Radic shrugged. "That's because you're Acquis!"

The old man's tactless remark hung in the damp air.It died and began to stink.

"I would never dismiss the microbe technology of the Acquis," said Montalban, demonstrating a tender concern. "Acquis medical troops lead the world at public sanitation." Vera felt her blood begin to simmer.

Despite his lack of accurate neural information about her emotions, Montalban sensed her discontent.

"The skill sets differ within the global civil societies. We should expect that: that's a source of valuable trade."

"So, what do you call this business? 'Frankenstein genetic graverob-bing?" Montalban contemplated this insult. He twirled the earpiece of his spex gently between his fingers. "I suggest that we break for lunch now. I'm sure Little Miss Mary Montalban is hungry." Montalban carefully placed his spex inside his flowered shirt.

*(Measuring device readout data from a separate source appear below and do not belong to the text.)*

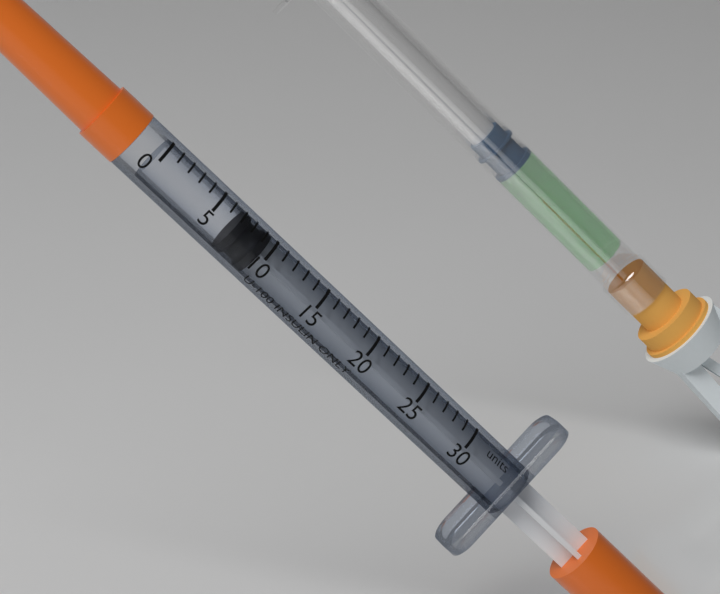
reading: 7 units
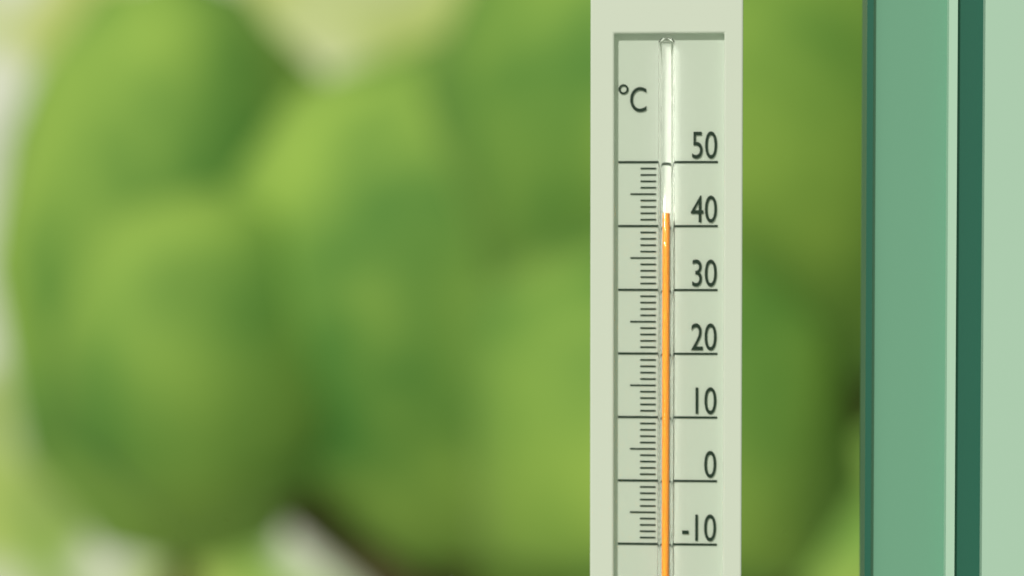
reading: 42 °C
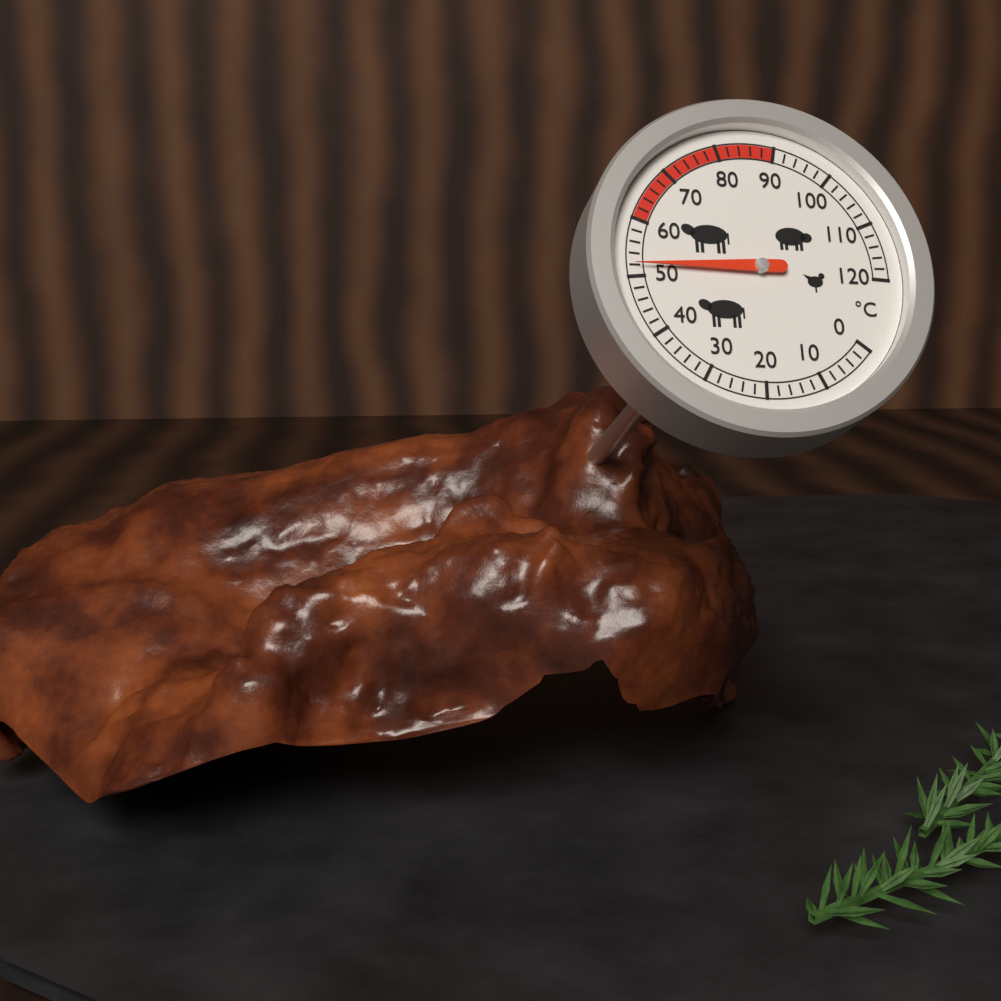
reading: 52 °C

"Don't you want to use your fancy spex to scan the corpse here?" said Vera.

"Yes, I do. Still, it might be wiser if we ate first."

"You make quite a fuss about your scanning capabilities."

Montalban lifted one suntanned hand and plucked at his lower lip. "No, I don't 'make fusses,' Vera. I'm a facilitator."

"How could you eat? How could you eat today, now, after staring at this rotten woman and her rotten flesh? And then planning to
sell it?
How can you do that?"

Now even Radic knew that somebody had put a foot wrong. "Please don't get angry at our foreign guest, dear Vera, my
domorodac!
After all, this is your heritage!"

"Are you always like this, John? You invent all kinds of lies, and big fake words, to cover up what you do in secret?"

Montalban was suddenly and deeply wounded. A flush ran up his neck His face was turning both red and white at the same time, like a freshly sliced turnip.